The new chips are good, no question, but they're not as groundbreaking as the news suggests.
Okay, it runs Google's own mobile chip with two Arm X1 cores instead of the one that Qualcomm provides. But it also downgrades the secondary cores from A78 to A76. The AnandTech article suggests that Google's explanation for this makes no sense, and I tend to agree.
Plus, being Google's own design, it lacks a microSD slot.
The Qnap NASbook is a tiny device that doesn't hold any regular disk drives at all, but instead supports up to four M.2 NVMe drives for a total of 32TB of storage. It has two 2.5Gb Ethernet ports, two HDMI ports, and four USB ports, with a quad core Intel Atom CPU and 8GB of RAM, so it can double as a mini server that's small enough to toss into your laptop bag.

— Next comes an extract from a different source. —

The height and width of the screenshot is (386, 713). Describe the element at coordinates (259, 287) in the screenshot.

I was thinking that the Pentium 4 was 32-bit, and the original version indeed was. (I had one.) But this is one of the later models, from 2006, supporting what Intel called EM64T, and it can indeed run Windows 11.
(That is, Nim is to Python as Crystal is to Ruby.)
Nim is one of the four open-source languages I'm watching with interest; it's very similar to Python in concept but discards compatibility where necessary to improve performance.
Of the two languages, I feel that Crystal is the more elegant and Nim is the more pragmatic. Plus it's very cross-platform; you can compile to Windows, Mac, and Linux as you'd expect, but also to web browsers and the Nintendo Switch.
Unofficially it's been dead for years. But the new Windows App SDK basically has everything UWP ever had and a lot more besides, and porting is relatively easy, meaning you will only lose half your remaining hair in the process.
The demonisation of social media is starting to get out of hand. I mean, the big social networks are run by actual demons - nobody believes Mark Zuckerberg or Jack Dorsey are creatures of this Earth - but the criticism has reached the point of a moral panic.